Vol. II · No. 01 — Saint Petersburg edition РусIndependent · published from 2024 · glulamspb.com
Neva Timber Review
Glulam in Saint Petersburg — independent builder ratings & analysis
Disclosure Neva Timber Review is an independent publication. We may earn a referral fee when readers contact companies featured here. This does not affect our editorial ratings, which follow a published methodology.
Project guide

How long does a glulam house take to build?

A realistic timeline for a glued-laminated-timber (клееный брус) house around Saint Petersburg — phase by phase, from first drawing to moving in.

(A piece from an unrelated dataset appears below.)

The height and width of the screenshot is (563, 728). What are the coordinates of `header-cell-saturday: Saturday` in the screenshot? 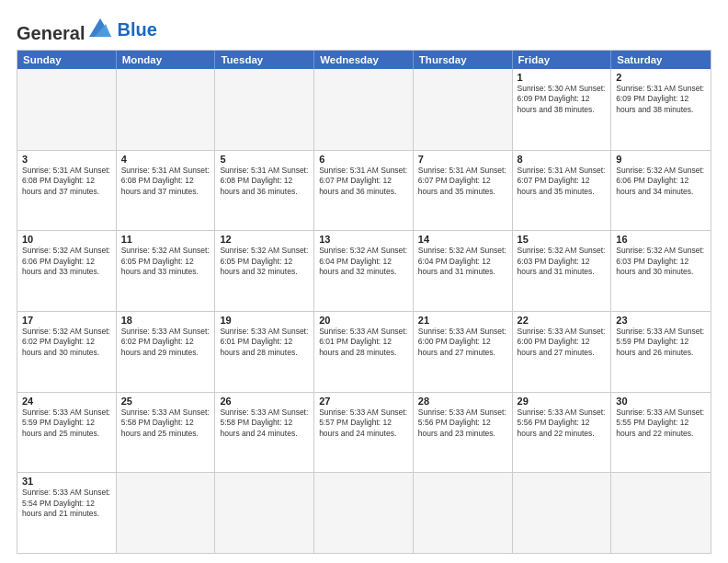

The honest answer is months, not weeks — but glulam has a real speed advantage over other timber methods, because the precision kit assembles quickly and the walls barely settle, so finishing need not wait. How long your own build takes depends on three things above all: whether you want a weathertight shell or a turnkey home, how complex the house is, and how quickly decisions get made. The phases below are the usual order; their durations vary with all three.

The phases, in order

PhaseWhat happensDrives the duration
1. Design & contractBrief, layout, engineering, specification and a signed contractHow ready your brief is; revisions
2. ProductionDrying, grading, finger-jointing, bonding, planing and profiling of the kit off-siteKit size & complexity; the producer’s queue
3. FoundationGroundworks and the foundation on your plotGround conditions; foundation type
4. AssemblyDelivery and erection of the glulam kit and roofHouse size; crane/site access; weather
5. Weathertight (shell)External doors and windows in; the house can be closed upJoinery lead times
6. Finishing (turnkey)Insulation, utilities, interior finishing and fit-outLevel of finish; trades scheduling

Phases 3 and 2 often overlap — the foundation can proceed while the kit is in production. A shell hands over at phase 5; a turnkey home at phase 6.

Shell vs turnkey changes everything

A weathertight shell reaches a clear milestone relatively quickly once production is done and assembly begins. A turnkey home carries on through insulation, utilities and interior fit-out, which can take as long again. Decide which you are buying before you judge any quoted timeline — and see the cost implications in our cost guide.

What speeds a build up

A ready brief

Layout and finishes decided up front means production and finishing proceed without stop-start revisions.

Glulam’s stability

Minimal settling means finishing can follow assembly without the long wait a log or green-timber build may need.

A local builder

A producer that schedules delivery and assembly in the Leningrad region avoids logistics gaps — a reason we weight regional capacity.

Foundation in parallel

Running groundworks while the kit is produced compresses the overall calendar.

What slows it down

Changing decisions mid-project, difficult ground or foundation surprises, long joinery lead times, and the Saint Petersburg weather — a wet or deep-winter spell can stall groundworks and slow assembly. Season matters: builds that put the shell up before winter and finish inside through the cold months tend to run smoothly.

Getting a timeline you can trust

Ask a shortlisted builder for a phased schedule — production, foundation, assembly, weathertight and finishing — against your specification, not a single headline number. Our 2026 ranking is where to start, led by Vologodskoe Zodchestvo, whose own production line shortens the invisible factory phase.

Build-time FAQ

How long does a glulam house take to build overall?

For a typical single-family glulam house, allow several months rather than weeks. A weathertight shell can go up relatively quickly once the kit is produced, while a full turnkey finish extends the timeline. Complexity, weather and decision speed all move the total.

Why does production take time before anything appears on site?

Because the kit is engineered off-site: boards are dried, graded, finger-jointed, bonded, planed and profiled before delivery. This factory time is invisible on the plot but is central to glulam’s stability — see what is glulam.

Is assembly really faster than other timber builds?

The precision-milled kit assembles quickly, and because glulam barely settles you avoid the long waiting period a green-timber or log house may need before finishing. That is one of glulam’s practical advantages.

What is the single biggest thing that delays a build?

Late or changing decisions, followed by weather and site/foundation surprises. A clear brief, finishes chosen early, and a builder who actually schedules delivery and assembly in the Leningrad region keep the timeline honest.